He looked at her. Confusion clouded his gaze, and that frightened her as much as what she’d seen from the window.

“Texas was part of the United States of America,” she clarified in an uncertain whisper.
Please let him recognize the name.
She didn’t want to be trapped in this room with a madman, and she’d have to believe him a madman or else accept a truth that logically could be no truth at all.

He didn’t answer, but merely shook his head, then picked up a garment from the sleeping pad. “Men
do
wear these in the year 2000?”

“Jeans. I remember now. One of my history disks. They were called
jeans
. Men and women wore them in…”
No!
She struggled against her rising panic. “I don’t believe it. The whole world has gone crazy. It’s not—”

“ ’Tis! Use reason, woman. I dinna want to believe it either, but I canna deny what I’ve seen wi’ my own eyes.”

He moved close to her and she stepped back, away from his heat, his power.

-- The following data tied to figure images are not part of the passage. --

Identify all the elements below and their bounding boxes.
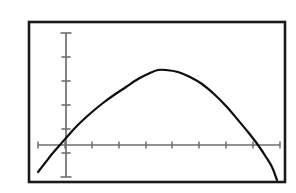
- screenshot-root: [0, 0, 296, 193]
- graph-figure: [0, 0, 296, 193]
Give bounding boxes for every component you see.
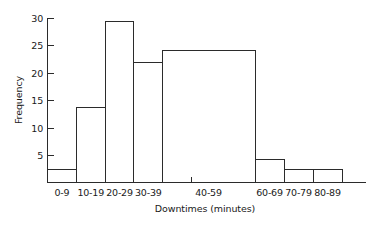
bar-10-19 bbox=[76, 108, 105, 183]
y-tick-label-20: 20 bbox=[31, 68, 43, 79]
bar-0-9 bbox=[48, 169, 77, 182]
y-tick-label-30: 30 bbox=[31, 13, 43, 24]
x-tick-label-80-89: 80-89 bbox=[314, 187, 341, 198]
y-axis-ticks bbox=[48, 19, 54, 156]
bar-80-89 bbox=[313, 169, 342, 182]
x-tick-label-0-9: 0-9 bbox=[54, 187, 69, 198]
x-axis-ticks bbox=[48, 177, 343, 183]
histogram-figure: 30 25 20 15 10 5 bbox=[0, 0, 377, 227]
bar-20-29 bbox=[105, 22, 134, 183]
x-tick-label-60-69: 60-69 bbox=[256, 187, 283, 198]
x-axis-tick-labels: 0-9 10-19 20-29 30-39 40-59 60-69 70-79 … bbox=[54, 187, 341, 198]
x-tick-label-20-29: 20-29 bbox=[106, 187, 133, 198]
x-tick-label-10-19: 10-19 bbox=[77, 187, 104, 198]
y-tick-label-25: 25 bbox=[31, 40, 43, 51]
bar-40-59 bbox=[163, 50, 255, 182]
y-axis-title: Frequency bbox=[13, 75, 24, 124]
y-tick-label-5: 5 bbox=[37, 150, 43, 161]
bar-30-39 bbox=[134, 62, 163, 182]
y-tick-label-10: 10 bbox=[31, 123, 43, 134]
bar-60-69 bbox=[255, 159, 284, 183]
y-tick-label-15: 15 bbox=[31, 95, 43, 106]
histogram-bars bbox=[48, 22, 343, 183]
x-tick-label-30-39: 30-39 bbox=[135, 187, 162, 198]
x-axis-title: Downtimes (minutes) bbox=[155, 203, 255, 214]
x-tick-label-40-59: 40-59 bbox=[195, 187, 222, 198]
bar-70-79 bbox=[284, 169, 313, 182]
histogram-plot-area: 30 25 20 15 10 5 bbox=[0, 0, 377, 227]
x-tick-label-70-79: 70-79 bbox=[285, 187, 312, 198]
y-axis-tick-labels: 30 25 20 15 10 5 bbox=[31, 13, 43, 161]
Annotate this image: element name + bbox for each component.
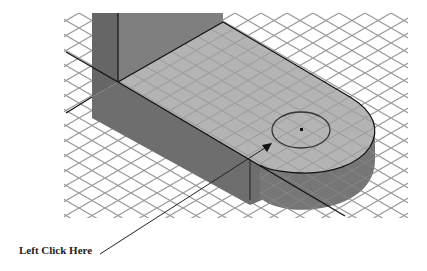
hole-center-point [300,128,303,131]
callout-label: Left Click Here [19,244,92,256]
isometric-model-view [0,0,427,271]
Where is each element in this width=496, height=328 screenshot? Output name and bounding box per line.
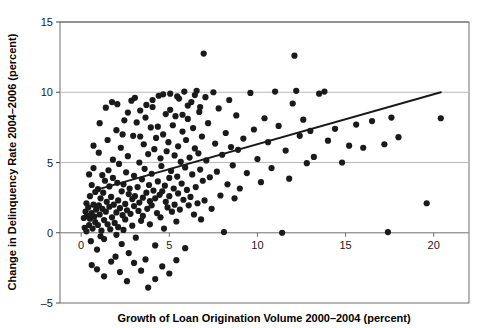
data-point bbox=[159, 188, 165, 194]
data-point bbox=[258, 179, 264, 185]
data-point bbox=[91, 213, 97, 219]
x-tick-label-10: 10 bbox=[251, 239, 263, 251]
data-point bbox=[157, 214, 163, 220]
data-point bbox=[121, 117, 127, 123]
data-point bbox=[321, 88, 327, 94]
data-point bbox=[217, 192, 223, 198]
data-point bbox=[178, 159, 184, 165]
data-point bbox=[97, 211, 103, 217]
data-point bbox=[132, 95, 138, 101]
data-point bbox=[171, 202, 177, 208]
data-point bbox=[233, 112, 239, 118]
data-point bbox=[251, 126, 257, 132]
data-point bbox=[290, 100, 296, 106]
data-point bbox=[97, 120, 103, 126]
data-point bbox=[223, 130, 229, 136]
data-point bbox=[149, 104, 155, 110]
data-point bbox=[182, 245, 188, 251]
data-point bbox=[132, 193, 138, 199]
data-point bbox=[131, 203, 137, 209]
data-point bbox=[173, 218, 179, 224]
data-point bbox=[129, 223, 135, 229]
scatter-plot-figure: –5051015 05101520 Growth of Loan Origina… bbox=[0, 0, 496, 328]
data-point bbox=[169, 209, 175, 215]
data-point bbox=[179, 128, 185, 134]
data-point bbox=[201, 197, 207, 203]
data-point bbox=[165, 139, 171, 145]
data-point bbox=[388, 114, 394, 120]
data-point bbox=[113, 232, 119, 238]
data-point bbox=[293, 88, 299, 94]
data-point bbox=[268, 165, 274, 171]
data-point bbox=[113, 127, 119, 133]
data-point bbox=[191, 211, 197, 217]
data-point bbox=[300, 117, 306, 123]
data-point bbox=[228, 144, 234, 150]
data-point bbox=[109, 99, 115, 105]
data-point bbox=[226, 97, 232, 103]
data-point bbox=[201, 51, 207, 57]
data-point bbox=[115, 224, 121, 230]
data-point bbox=[90, 143, 96, 149]
data-point bbox=[114, 101, 120, 107]
y-axis-title: Change in Delinquency Rate 2004–2006 (pe… bbox=[6, 33, 18, 290]
y-tick-label-0: 0 bbox=[47, 227, 53, 239]
data-point bbox=[166, 193, 172, 199]
data-point bbox=[142, 256, 148, 262]
data-point bbox=[230, 162, 236, 168]
y-tick-label-5: 5 bbox=[47, 157, 53, 169]
data-point bbox=[137, 107, 143, 113]
data-point bbox=[395, 134, 401, 140]
data-point bbox=[122, 216, 128, 222]
data-point bbox=[158, 163, 164, 169]
data-point bbox=[119, 241, 125, 247]
data-point bbox=[149, 97, 155, 103]
data-point bbox=[110, 175, 116, 181]
data-point bbox=[136, 159, 142, 165]
x-tick-label-20: 20 bbox=[428, 239, 440, 251]
data-point bbox=[149, 202, 155, 208]
data-point bbox=[90, 225, 96, 231]
data-point bbox=[127, 185, 133, 191]
data-point bbox=[174, 173, 180, 179]
data-point bbox=[207, 174, 213, 180]
data-point bbox=[163, 199, 169, 205]
chart-canvas: –5051015 05101520 Growth of Loan Origina… bbox=[0, 0, 496, 328]
data-point bbox=[137, 133, 143, 139]
data-point bbox=[85, 204, 91, 210]
data-point bbox=[166, 270, 172, 276]
data-point bbox=[353, 121, 359, 127]
data-point bbox=[205, 120, 211, 126]
data-point bbox=[187, 194, 193, 200]
data-point bbox=[221, 229, 227, 235]
data-point bbox=[151, 146, 157, 152]
data-point bbox=[134, 119, 140, 125]
data-point bbox=[181, 88, 187, 94]
data-point bbox=[160, 91, 166, 97]
data-point bbox=[102, 178, 108, 184]
data-point bbox=[193, 184, 199, 190]
data-point bbox=[346, 143, 352, 149]
data-point bbox=[112, 254, 118, 260]
data-point bbox=[254, 156, 260, 162]
data-point bbox=[135, 208, 141, 214]
data-point bbox=[240, 136, 246, 142]
data-point bbox=[122, 201, 128, 207]
data-point bbox=[184, 187, 190, 193]
data-point bbox=[133, 235, 139, 241]
data-point bbox=[316, 91, 322, 97]
data-point bbox=[89, 182, 95, 188]
data-point bbox=[198, 216, 204, 222]
data-point bbox=[118, 145, 124, 151]
x-tick-label-0: 0 bbox=[78, 239, 84, 251]
data-point bbox=[105, 137, 111, 143]
data-point bbox=[189, 171, 195, 177]
data-point bbox=[86, 171, 92, 177]
data-point bbox=[186, 154, 192, 160]
data-point bbox=[125, 153, 131, 159]
data-point bbox=[179, 112, 185, 118]
data-point bbox=[311, 154, 317, 160]
data-point bbox=[155, 124, 161, 130]
data-point bbox=[185, 116, 191, 122]
data-point bbox=[199, 133, 205, 139]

Feeling as though her throat had permanently closed, she could only nod.

While she watched him struggle into the jeans, her pounding heart slowed, and she grew calmer. This was ridiculous. There had to be a reasonable explanation. She lived in an advanced civilization. She should laugh at the idea of being whisked back in time. More likely she’d eaten some bad tagan dip last night that had caused this strange dream.

Leith continued to struggle with the jeans. Aside from the fact that they were too tight, he didn’t seem to understand how to fasten them.

Now calm and convinced that this whole thing was a nightmare, she could afford to be charitable. “Need some help?” Her offer was out before she thought of the consequences.

“I need no woman’s help.” He continued to fumble.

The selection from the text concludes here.